Arts education played a significant role in Clarke Soares’ upbringing. Her father, an entrepreneur himself, served as a role model. As a result, she appreciated the art of the deal and decided to major in finance. Her exposure to Wall Street came in 1997 when she interned at Morgan Stanley. Here she began to understand how content drives conversation and society. Her essay for Harvard Business School emphasized her desire to one day create an investment platform that invested in content.

“Even more so now,” she states, “you can be on the other side of the world, and have an understanding, whether right or wrong, of what it means to be a Black woman, simply by what you’ve seen or heard or listened to on television or in music. So that’s an extraordinary amount of power that content has to create subconscious points of view. As a woman of color growing up, I was like, ‘It’s so important for us to be centered in that conversation because otherwise, someone can manipulate that point of view to what they want.’ So it was really important to me to one day be in the center of that conversation. And capital was the way that I knew how and so I wanted capital to navigate that conversation.”
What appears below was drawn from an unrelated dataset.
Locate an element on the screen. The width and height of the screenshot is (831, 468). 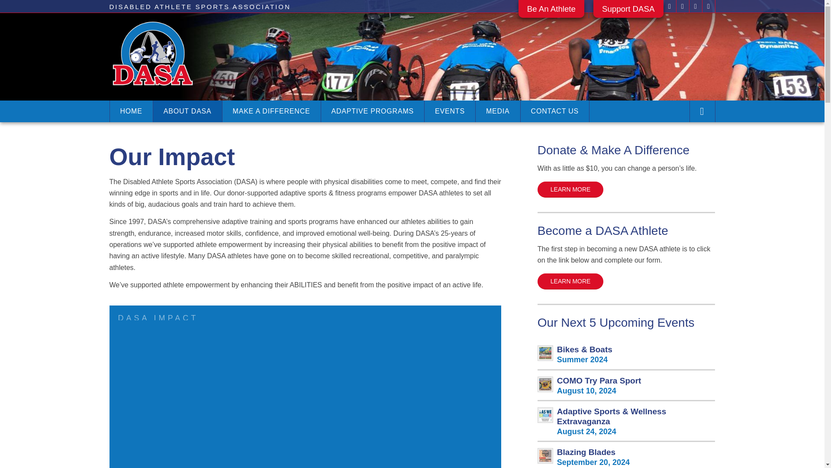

She then worked as a credit analyst in the media and entertainment department at GE Capital. Clarke Soares fostered relationships with individuals who she later left with to start an entertainment financing business platform CIT. With close to $1 billion, they invested heavily in the film and television space. Then the financial crisis of 2008 imploded the markets; CIT had to downsize its business.
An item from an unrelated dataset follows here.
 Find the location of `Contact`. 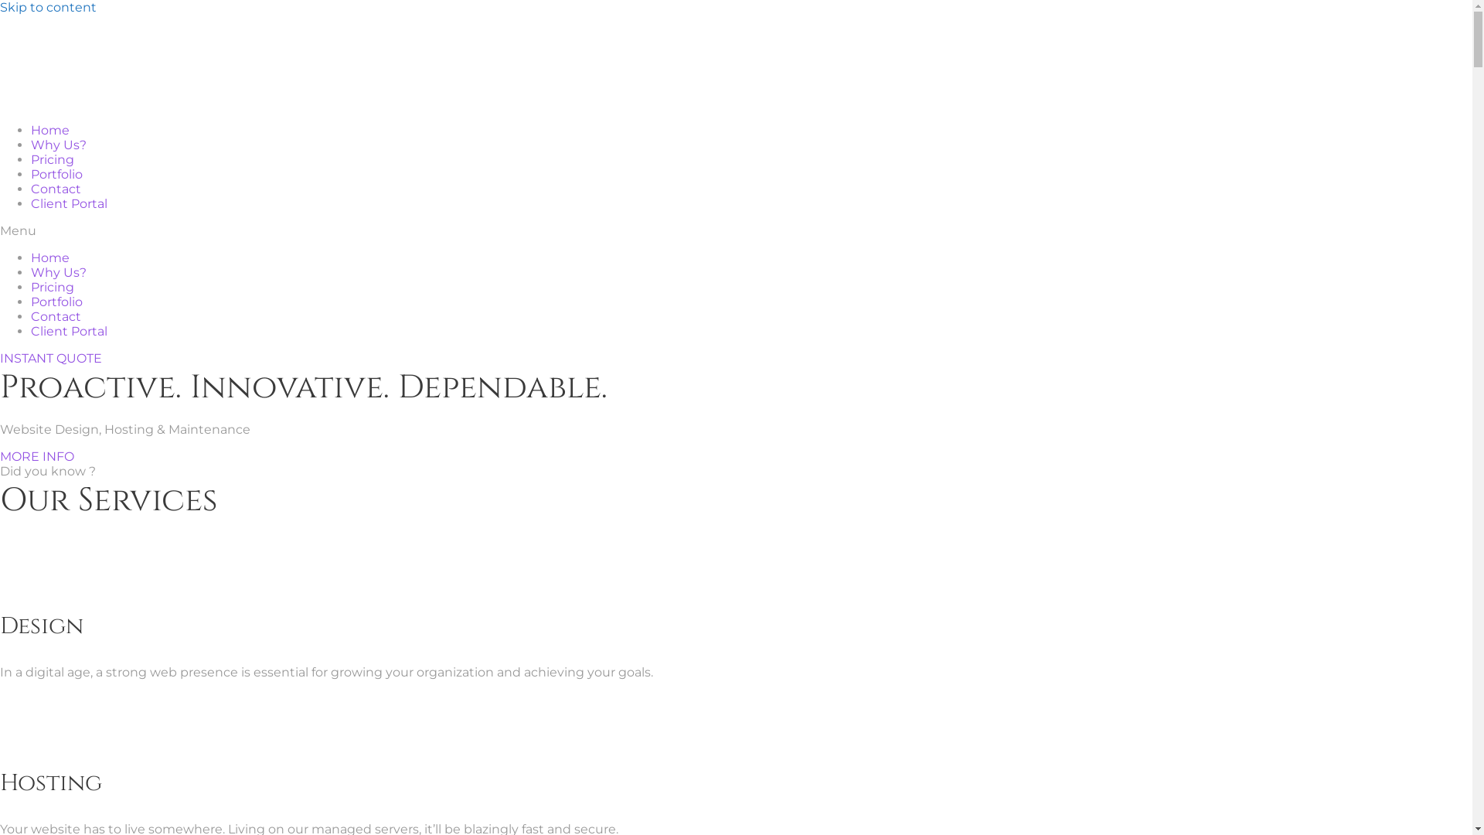

Contact is located at coordinates (56, 189).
She decided she wanted to work at a bigger platform and returned to Morgan Stanley. Clarke Soares helped run a credit book across a rating category for several years. She ultimately was part of the team that managed an $85 billion credit book and became the deputy investment committee chair.

A few years into her tenure, she launched an entertainment structure solutions business within Morgan Stanley. One of the products she developed ultimately became Tempo, an investment platform for premium music rights under Providence Equity Partners. Clarke Soares left the investment management company to run the new music platform.

After building her resume, she decided she wanted to own a business; that’s when she birthed the idea for HarbourView. She’s built a team of investors that understand the media sector’s industrial complex, specifically IP-driven ones.

As Clarke Soares continues to pivot in her career and expand HarbourView, she focuses on the following essential steps:

  • Write down your vision or goal. Seeing it makes it more believable and helps keep you laser-focused.
  • Be a student. What is your skill acquisition like? Do you take the time to learn something new and practice it?
  • Don’t be afraid to fail forward. Find ways to take risks that advance you to where you want to be in life.

“I want to create an institution of scale,” Clarke Soares concludes. “In the U.S., there are no institutionalized asset management companies that are founded by women... If you think about the bulge bracket, private equity firms and asset management firms, all these firms have been founded by men. So it’s very clear to me that someone should do that. I’m hoping maybe it’ll be me. But it may not be, but my hope in the process is to be a beacon of light to inspire someone to become that.”